My original write-up for the “Plot” section was the words, “not applicable,”, and I wonder if I should have stuck with that. The opening of the film was subtle enough that I thought perhaps I was watching a little production company animation before getting to the opening credits. I was mistaken. What was being shown was the canvas, as it were, on which all the subsequent events were to be painted: a stylized maze with what looked like an aloe plant at the center. Once the spinning pink glasses showed up, I realized taking plot notes was going to be a fool’s errand. At that point I just sat back and let the sights and sounds wash over me like a refreshing wave.

Combining (purposefully) low-level computer graphics with two talking heads, it suggested to me, oddly enough, what Begotten might look like as an elaborate HyperStudio project done by . The male character (David Finkelstein) comes across as a neurotic Super Ego, counter-balancing the various ravings and rants of the female (Cassie Tunick), an Id-like being. Glued at various times to a symbol-strewn backdrop (birds flying through the ground, water flowing in the sky, jagged rocks labeled “sharp” dropping on and slicing other images), they partake in a sort of meta-discourse that, as the artists’ description relates, relies as much on the words’ sounds as the words themselves. This went on (somehow enjoyably) for approximately 75 minutes before melting into the opening maze image.

I apologize if I’ve expressed myself poorly, but I’ve never reviewed such a thing as Suggestive Gestures before. To anyone with the vaguest interest in the description I’ve provided, I recommend you give it a go—as something new and intriguing, it hits the mark nicely. I mean the following in no way as dismissive, but I think its best placement might be on a loop in your hotel room. Puttering around, getting ready to go out, you can absorb the images, fuse them with the words, and find yourself contemplating the various sounds and branches of a word like “glorious” as you go through your busy day.

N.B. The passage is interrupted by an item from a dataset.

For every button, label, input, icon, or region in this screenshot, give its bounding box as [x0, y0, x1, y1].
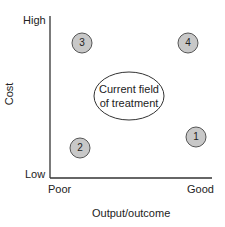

Suggestive Gestures: Trailer from David Finkelstein on Vimeo.

288. REFLECTIONS OF EVIL (2002)

Weirdest!

“At this point I had realized that Damon’s film was like a Zen riddle. The more you tried to understand it with rational thought, the more its true meaning eluded you. I’d learned just to sit back and enjoy the experience.”–Thad Vassmer, “The Making of Reflections of Evil

DIRECTED BY: Damon Packard

FEATURING: Damon Packard, Nicole Vanderhoff

PLOT: Bob is a grossly overweight man trying to make a living peddling watches on the streets of present-day L.A. In flashback, we learn that his sister Julie died of an overdose in the 1970s. Julie’s spirit seeks out Bob with an important message from beyond the grave, which she eventually delivers to him at Universal Studios theme park.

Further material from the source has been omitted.